What is troublesome is that this growth has occurred largely due to the “slip between the cracks” policy process in India where, at one level, the government has turned a blind eye to the growth of private institutions as they assist in meeting the demands of the market and, at another, has had stakes in its growth in the form of key political actors who have used their power within government either to set up their own private institutions or facilitate those of others known to them.

In spite of the actual mushrooming of private institutions, private higher education in India is a highly sensitive and volatile policy issue. There is a strong view that the growth of the private sector exacerbates issues of access and equity and that therefore provision of higher education should be the sole responsibility of the state. This sensitivity is clearly reflected in the expressed concerns over the internationalisation of Indian higher education.

Internationalisaiton

One of the major concerns about internationalisation has to do with approval for foreign institutions to set up degree programmes or independent campuses in India. The related act, The Foreign Educational Institutions (Regulation of Entry and Operations) Bill, was first introduced in 1995 and is still awaiting consideration by the parliament.

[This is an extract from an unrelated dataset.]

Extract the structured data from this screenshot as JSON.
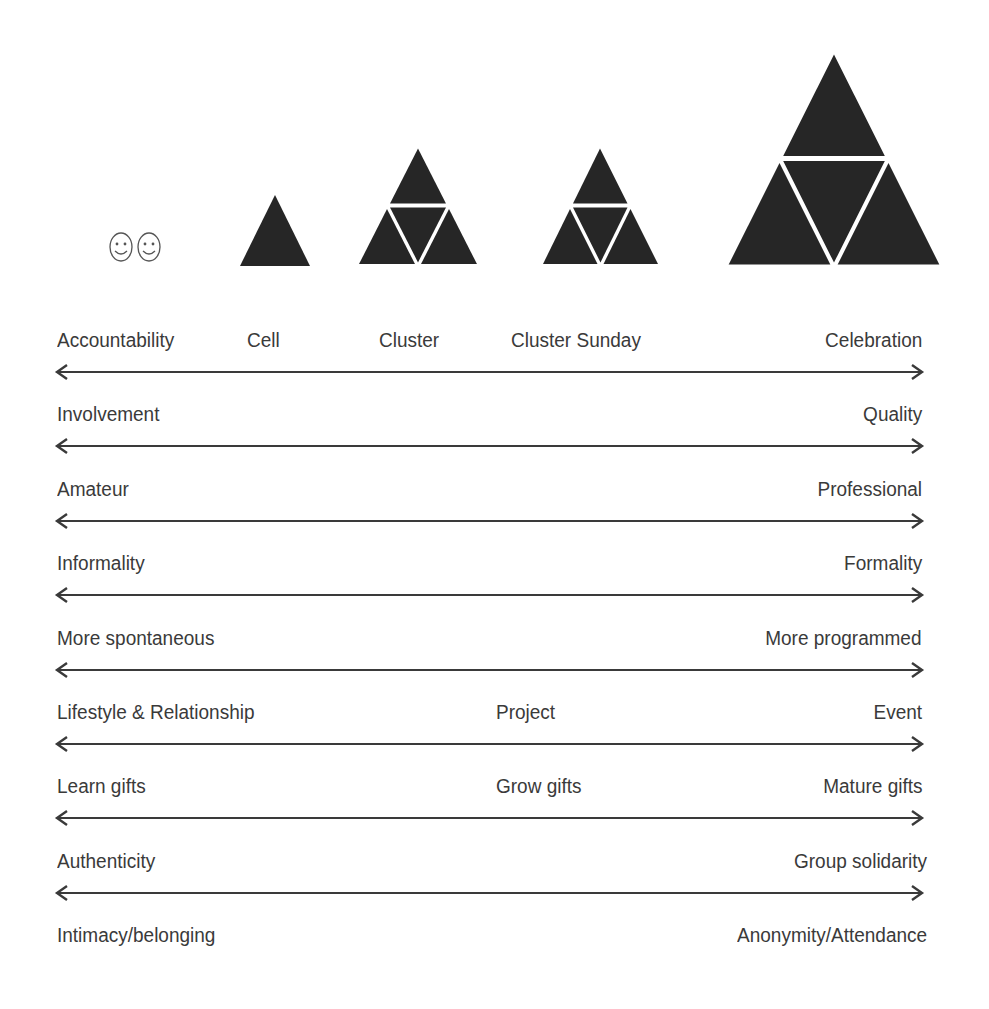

A number of arguments have been made both in favour of and in opposition to this policy direction. Those in favour see it as a way to improve competition and the quality of Indian higher education and a way to stimulate the growth of world-class universities in India.

Others oppose it because they see internationalisation as a move that would signal the complete commercialisation of the education sector and exacerbate existing cleavages of class, caste, gender and religion. Still others allude to the dangers of cultural imperialism. Given that China has more openly embraced the internationalisation of higher education perhaps India could benefit from understanding China’s experience with internationalisation.

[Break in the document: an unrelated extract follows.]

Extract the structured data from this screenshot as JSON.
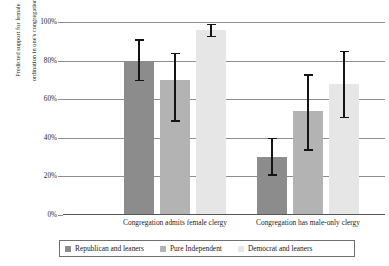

In India, higher education as a policy issue has certainly been on the government’s radar over the past five or more years. The key issue within the Indian context has, however, been the many challenges to policy implementation. This is where perhaps India and China are dramatically different.

In China, the approach has been more of a no-debate policy approach to policy formation. However, in India we see an environment of open and often contentious debates on higher education policy to the point where sometimes change is not implemented at all! Certainly the kind of bold moves and major shifts seen in China are not possible in India.

So returning to Garton Ash’s question: “Is China bound to go on winning?”, one could certainly suggest that China is ahead of India when it comes to several indicators – that China’s policy approach is a lot more streamlined and efficient and India’s far more complex and slow.

But the larger question is what perhaps Garton Ash alludes to when he speaks of free expression – could it be there is a trade-off between democracy and efficiency, a price perhaps India should be willing to pay given China’s more arduous task of promoting innovation and academic freedom within its more controlled one-party state system?

Either way, in spite of the complexity of the higher education policy issues within the Indian socio-political context, policy reforms have been set in motion and there is recognition across the disparate stakeholder groups of its need and immediacy. What remains to be seen is the exact form and shape of these reforms, which will no doubt be characteristically Indian in their ethos and orientation.

* Roopa Desai Trilokekar is an assistant professor in the faculty of education at York University in Canada. She has worked previously with the US Fulbright Programme in India and has subsequently held administrative and academic positions focused on international education. Most recently, she has co-authored a chapter with Sheila Embleton titled, “The Complex Web of Policy Choices: Dilemmas facing Indian higher education reform”, forthcoming, in Simon Schwartzman, Pundy Pillay and Romulo Pinheiro (Eds), Higher Education in the BRIC countries. New York: Springer. This article is an edited version of a presentation she gave at the Worldviews conference in June.